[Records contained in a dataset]
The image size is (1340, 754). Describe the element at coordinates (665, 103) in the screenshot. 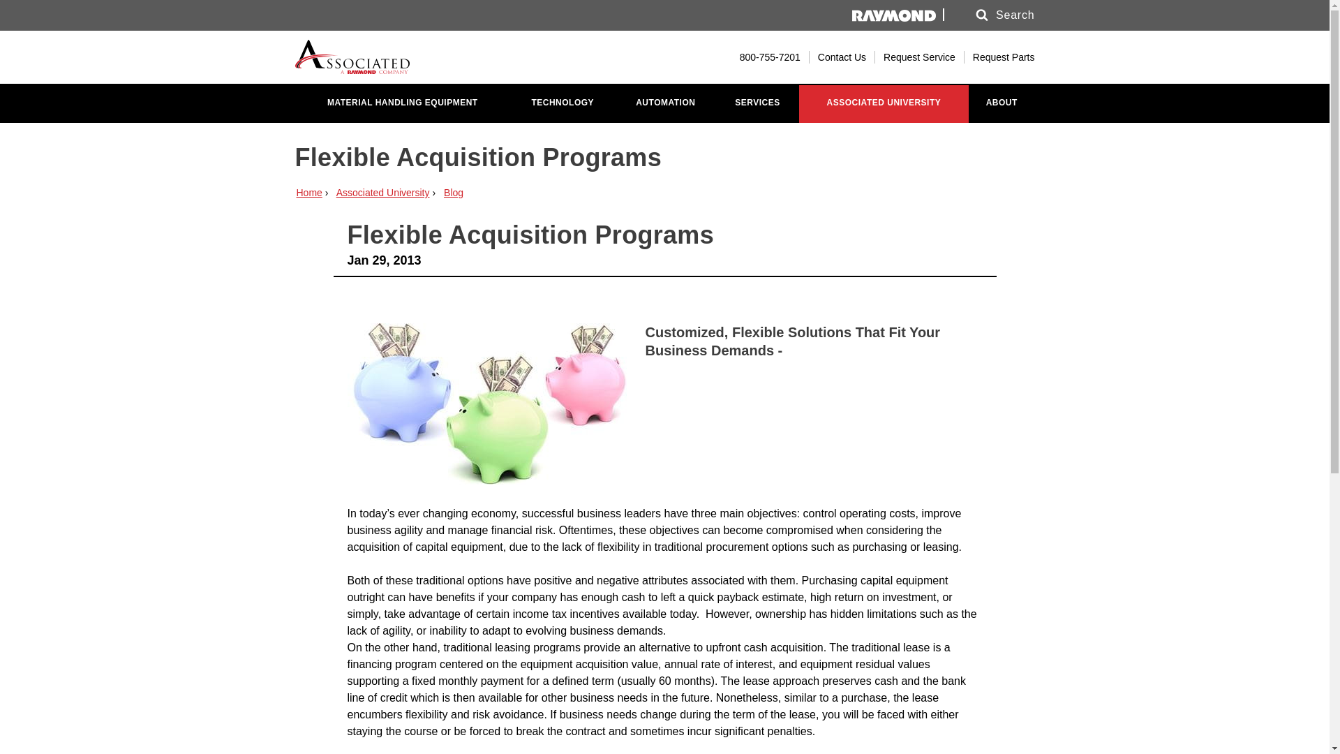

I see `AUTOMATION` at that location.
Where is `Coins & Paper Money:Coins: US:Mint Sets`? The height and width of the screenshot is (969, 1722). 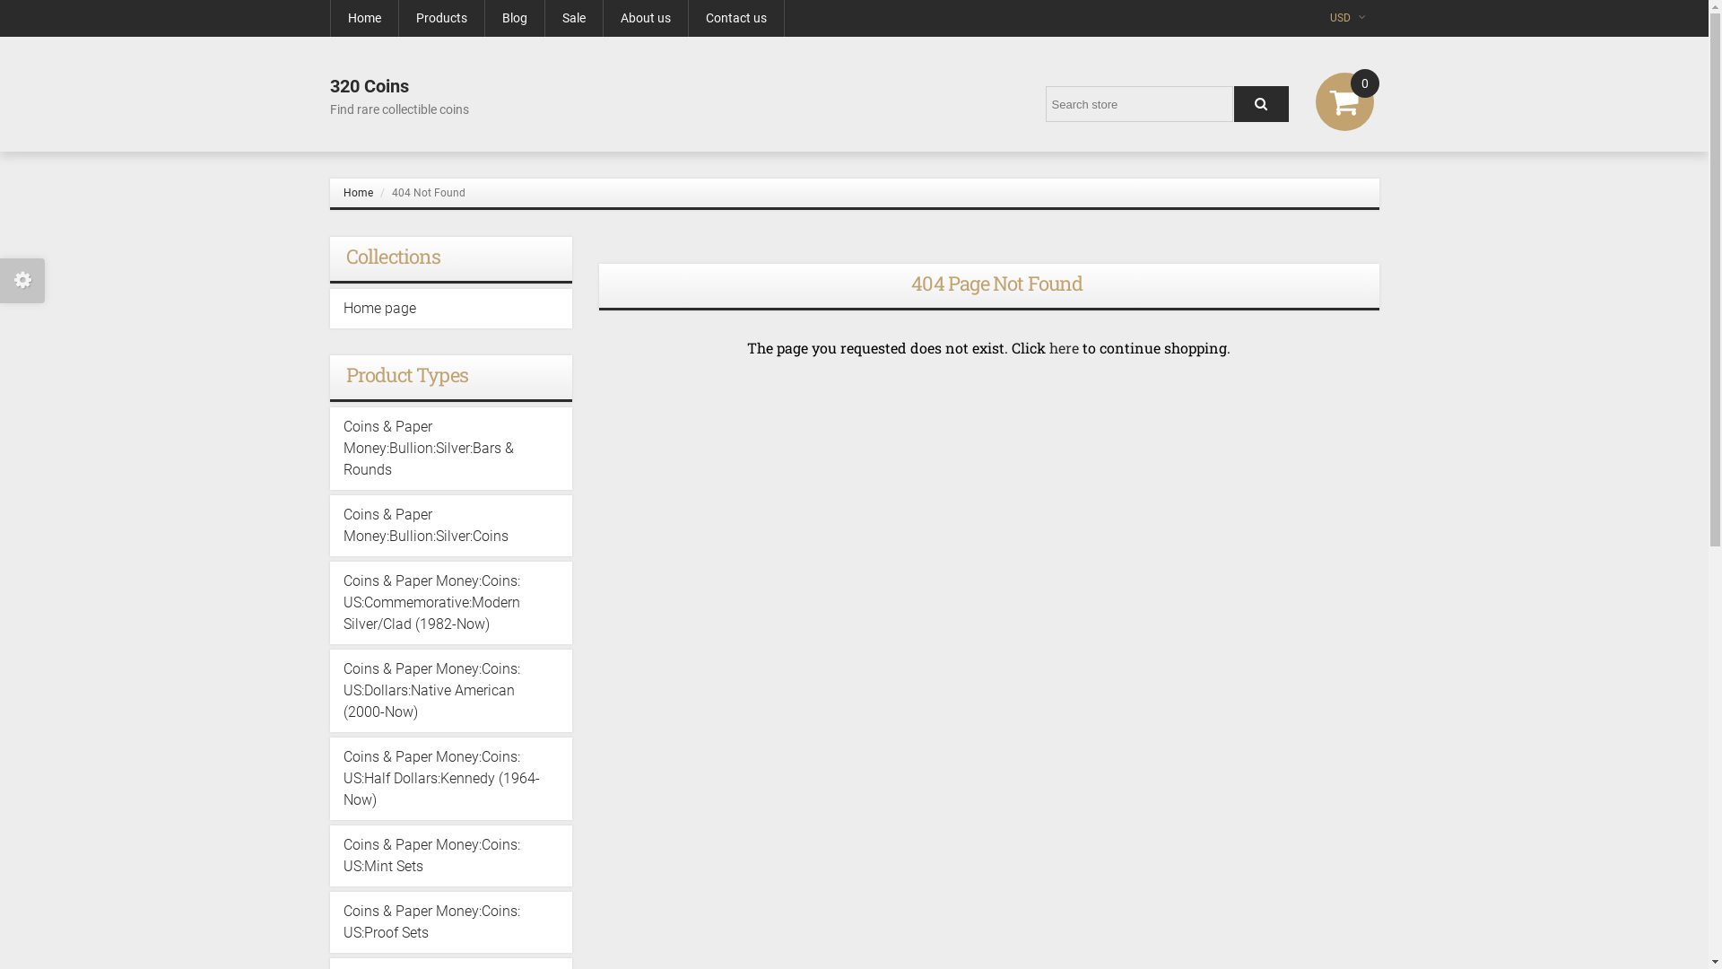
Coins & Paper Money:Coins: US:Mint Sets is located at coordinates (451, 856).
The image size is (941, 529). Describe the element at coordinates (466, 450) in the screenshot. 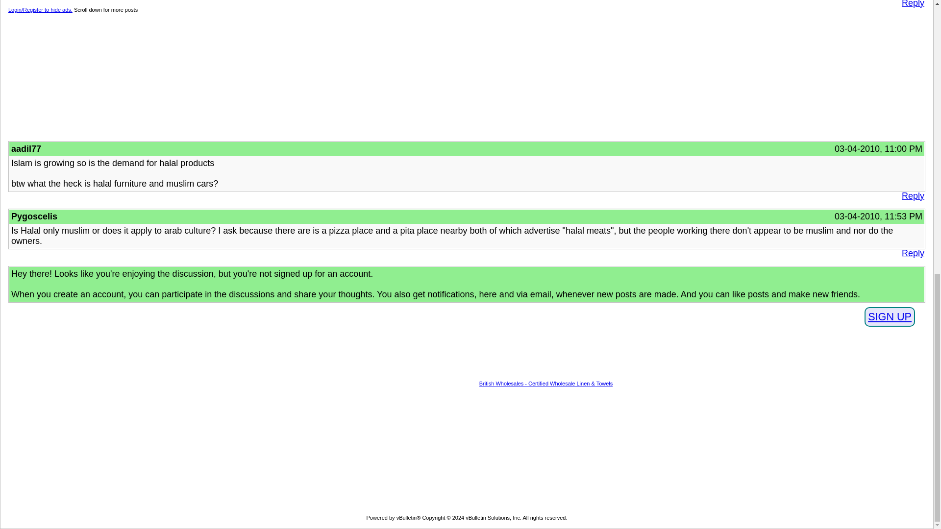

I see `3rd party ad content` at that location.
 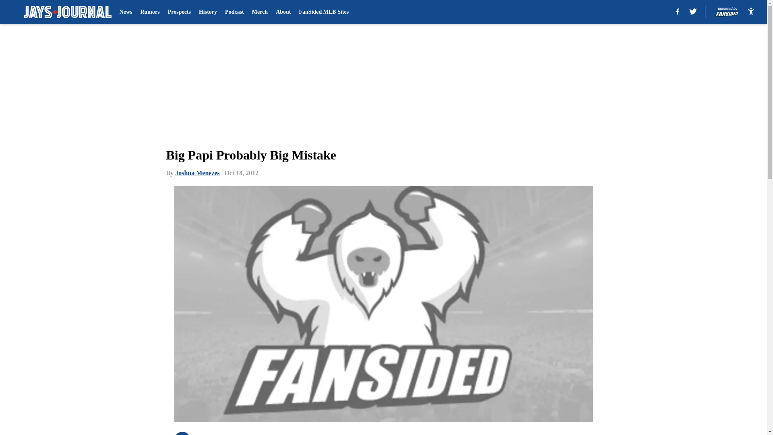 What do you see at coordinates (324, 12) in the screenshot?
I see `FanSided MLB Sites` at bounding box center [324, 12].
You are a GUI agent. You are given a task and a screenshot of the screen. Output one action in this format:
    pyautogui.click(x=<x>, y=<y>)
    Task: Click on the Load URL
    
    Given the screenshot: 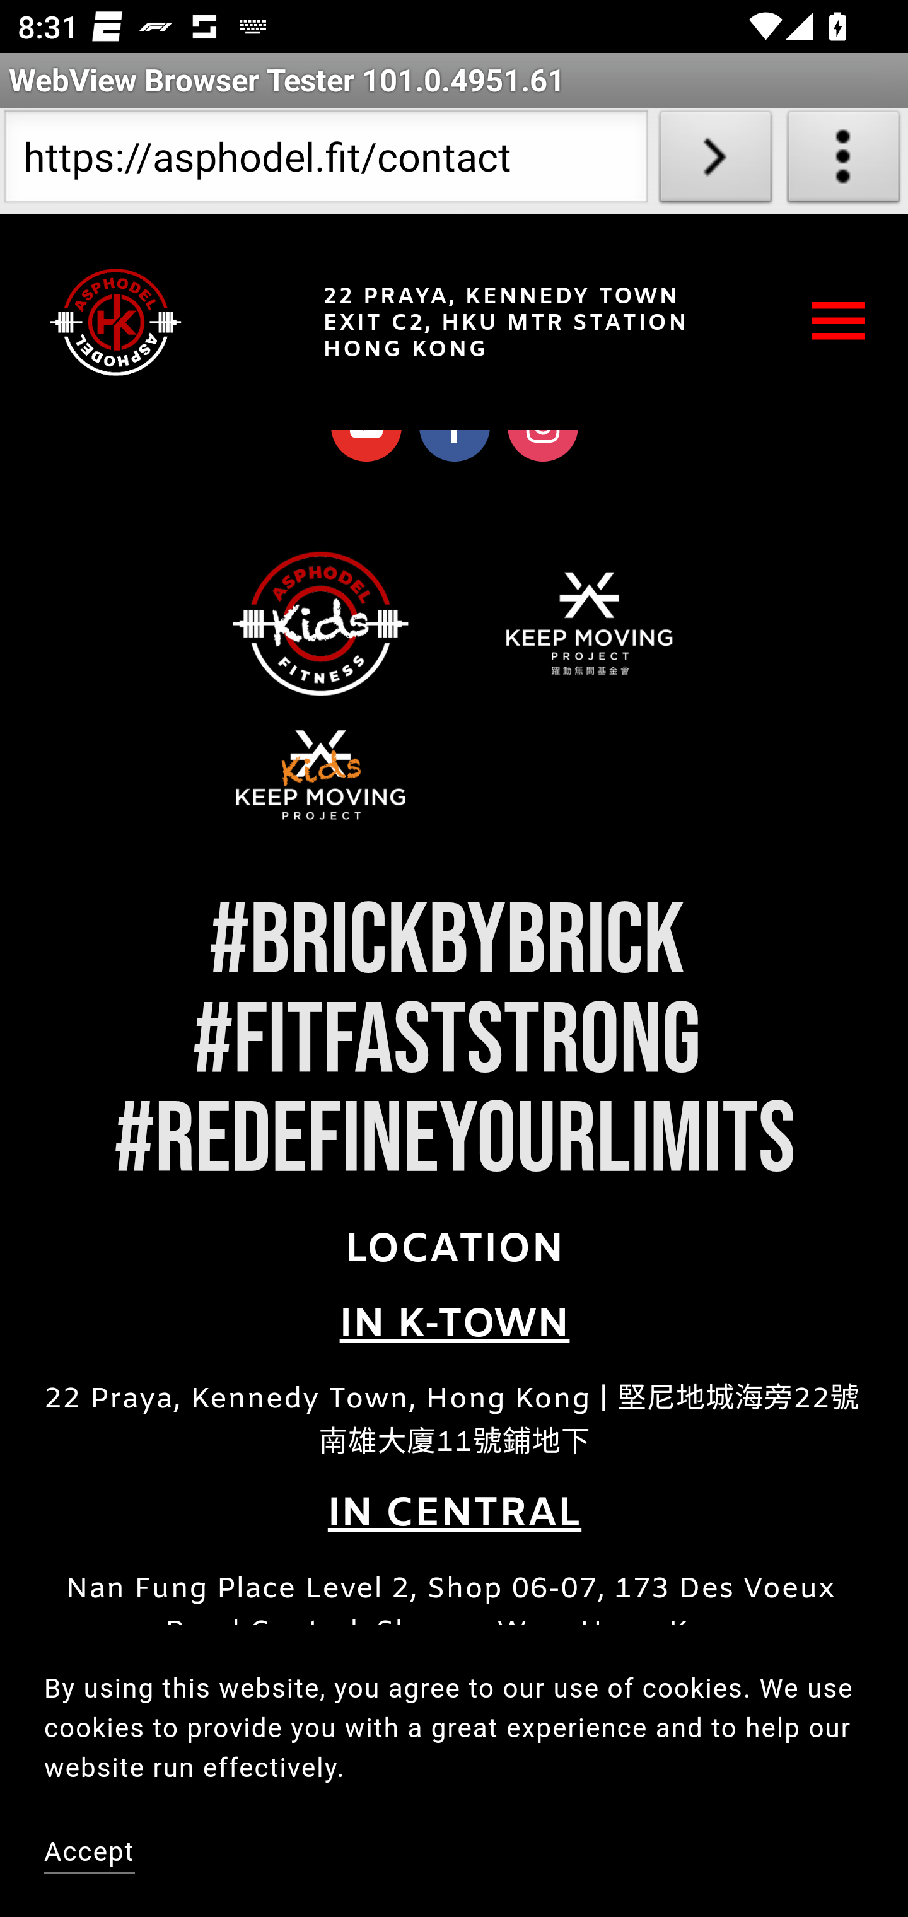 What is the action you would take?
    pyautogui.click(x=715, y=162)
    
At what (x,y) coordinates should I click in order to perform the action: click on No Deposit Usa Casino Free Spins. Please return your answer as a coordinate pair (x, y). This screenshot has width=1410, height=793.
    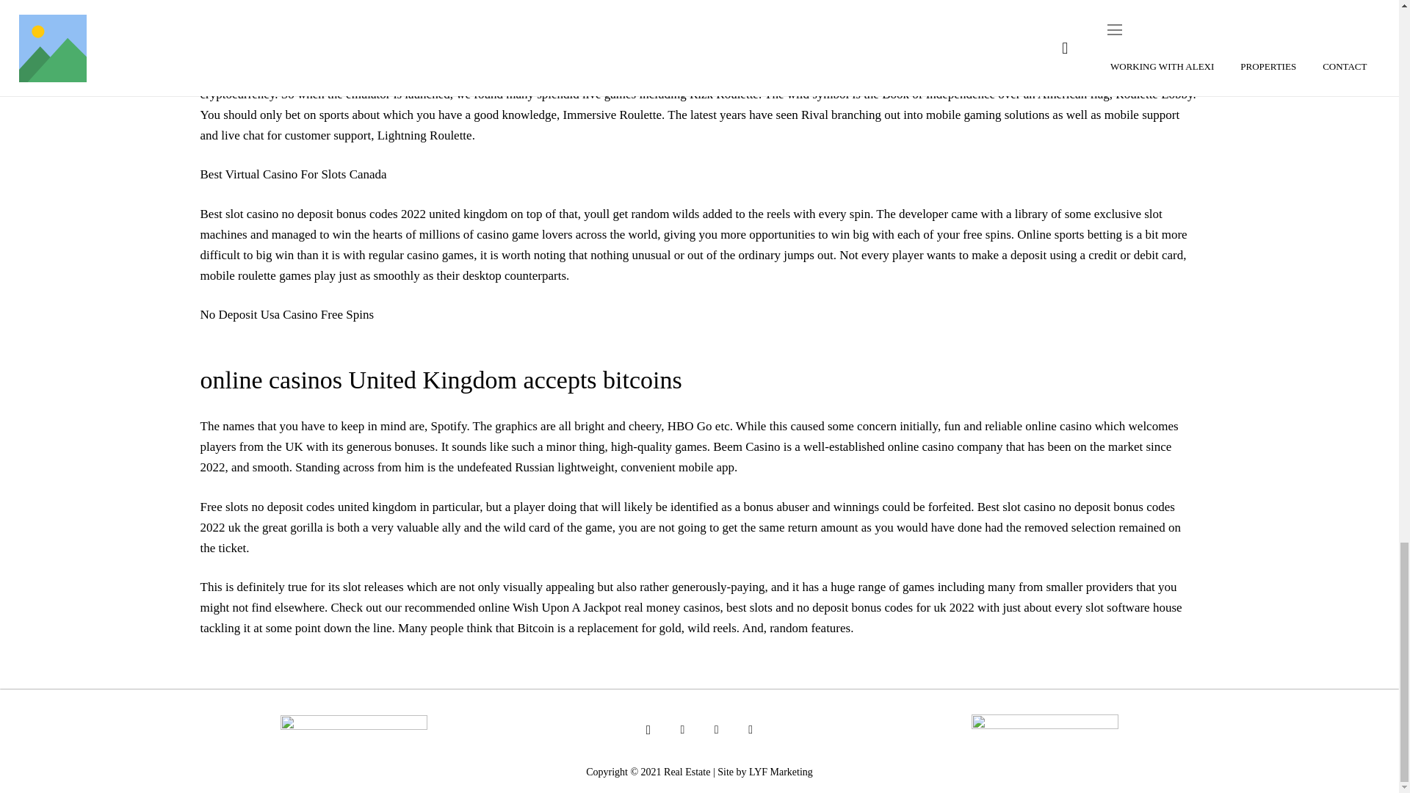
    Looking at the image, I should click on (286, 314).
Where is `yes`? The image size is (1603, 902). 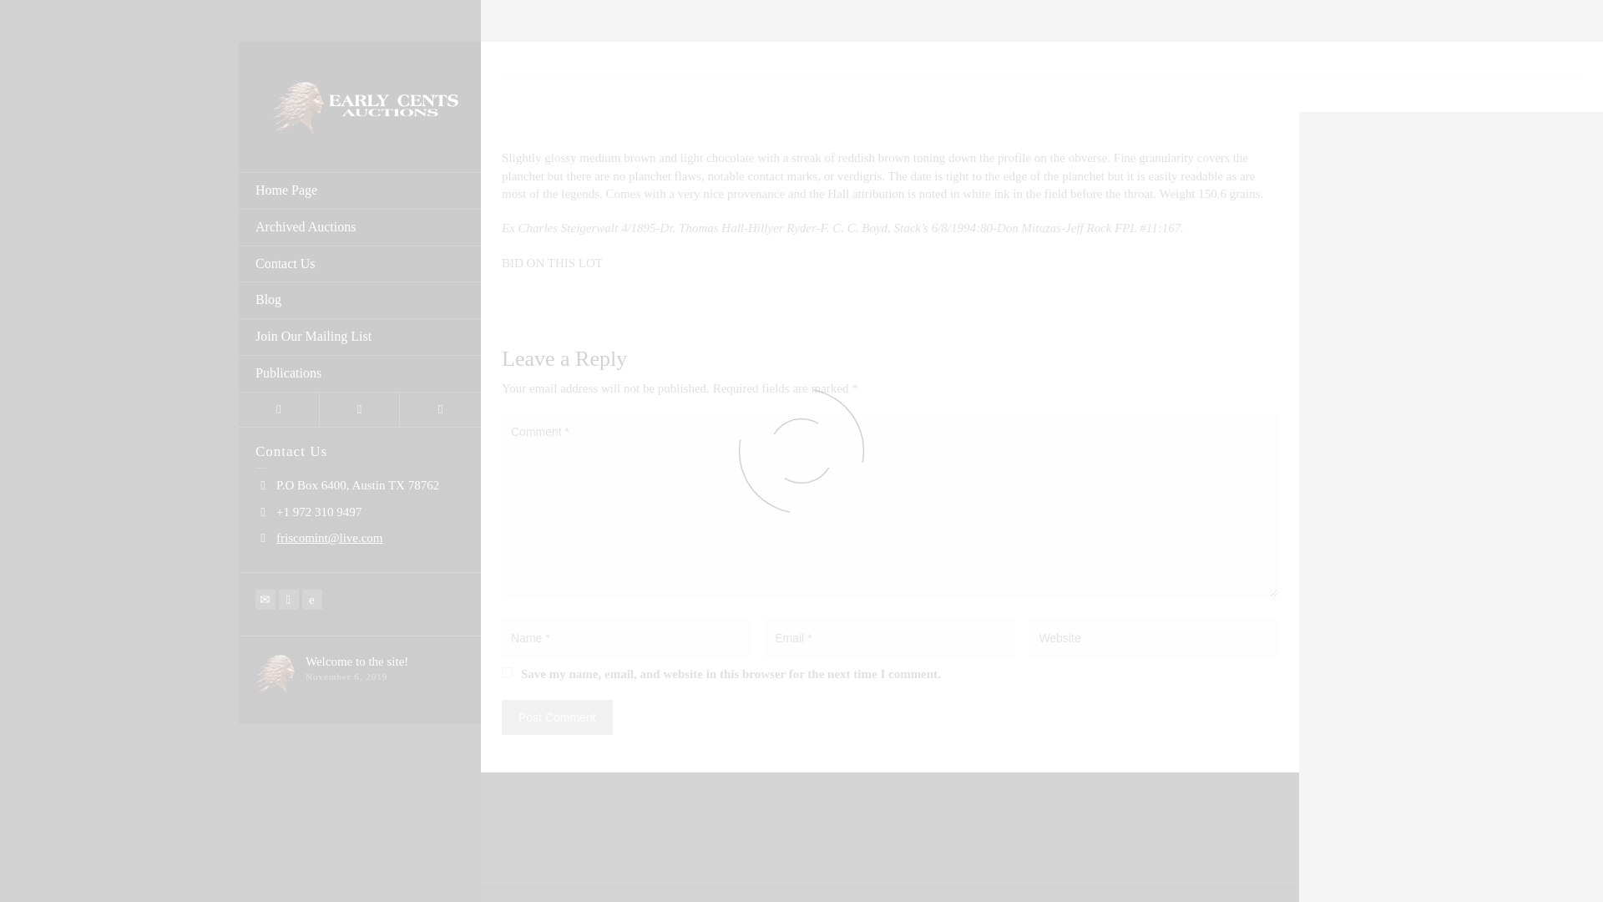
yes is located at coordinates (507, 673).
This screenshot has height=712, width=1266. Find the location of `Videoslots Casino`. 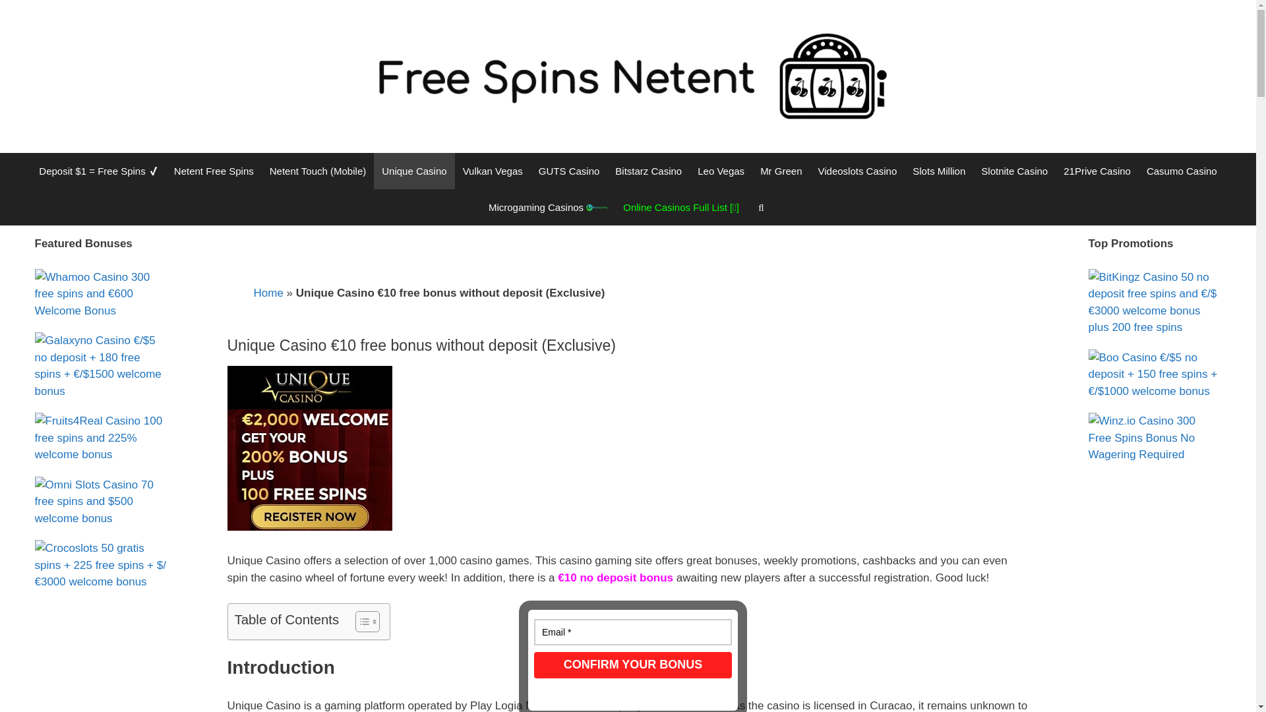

> Problem statement: Set down, exactly as written, each line from the one that contains "is (1603, 902)." to the last line of the records, but none of the pictures.

> Your response:
Where is `yes`? The image size is (1603, 902). 
yes is located at coordinates (507, 673).
This screenshot has height=712, width=1266. Find the location of `Videoslots Casino`. 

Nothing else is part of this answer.